Jimmy Garoppolo: Take a seat, Kirk Cousins. Your time under the harsh spotlight of media scrutiny is over, or at least postponed and diverted to your counterpart this weekend. Saturday will mark Garoppolo's first postseason as a starter -- he won two Super Bowls as Tom Brady's backup in New England. While Garoppolo has led San Francisco to dramatic victories and shepherded the offense to this juncture -- he owns the highest regular-season winning percentage (.808) of a QB making his first playoff start -- the face of the 49ers has yet to face postseason pressure. And on top of that, Jimmy G has to contend with the playoff legacies of Joe Montana and Steve Young, franchise quarterbacks of decades past, and the expectations of following in their cleat-steps. Physically, that's less daunting than staring down Everson Griffen and Danielle Hunter on any given snap. But if Garoppolo slips up on Saturday and closes out a year in which Shanahan has earned more credit for the offense's improvements with a season-squandering loss, then the offseason debate about Jimmy G's viability as an heir to Montana's mantle will be relentless.
Matchup to Watch
Dalvin Cook vs. 49ers front seven: Cousins doesn't have the legacy-defining day he had last Sunday if not for the return of Cook, who became the first Vikings player last week since Adrian Peterson 10 years ago to rush for over 90 yards and two touchdowns in a postseason game.
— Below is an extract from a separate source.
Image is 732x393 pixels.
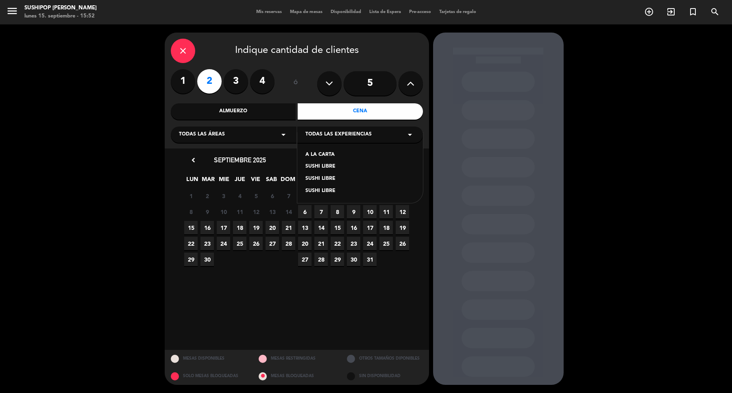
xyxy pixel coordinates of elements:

A healthy Cook allows Cousins to cook, making his lethal play-action game ever more so and freeing up Thielen, Diggs and Kyle Rudolph, given they're all healthy (and it's rarely a given). Minnesota will aim to get Cook going early against a Niners run defense that lags behind its pass defense in dominance. San Francisco allowed 4.5 yards per rush and 112.6 yards per game (17th) in 2019, and just two weeks ago let someone named Travis Homer and the Seahawks run for 125. For as stifling as the pass rush spearheaded by Bosa, DeForest Buckner and Arik Armstead is, San Fran's run defense is vulnerable, and the potential return of Ford and Alexander to the front seven might not be enough to slow Cook and keep Minnesota off the field.
Prediction
Cousins' "You like that!" exclamation in the Vikings' locker room following their Superdome super-upset is the type of galvanizing moment that makes media types like myself simultaneously swoon and cringe, a soundbite built for an "America's Game" episode yet to start pre-production. The narrative oozing out of Cousins' late-game heroics is the same one that emerged after the "Minneapolis Miracle" in January 2018 when the Vikings took out the Saints on the final play of the game. This is a quarterback and/or a team of destiny. And yet, no one recalls what came next when Minnesota traveled to play the top seed, riding a high, and saw its self-fulfilled prophecy fall flat in flea-flickin' Philadelphia. While I don't anticipate the Vikings to lay the same-size egg in Santa Clara, I do expect deja vu all over again, and Kurt-ains for the Minnesota melodrama.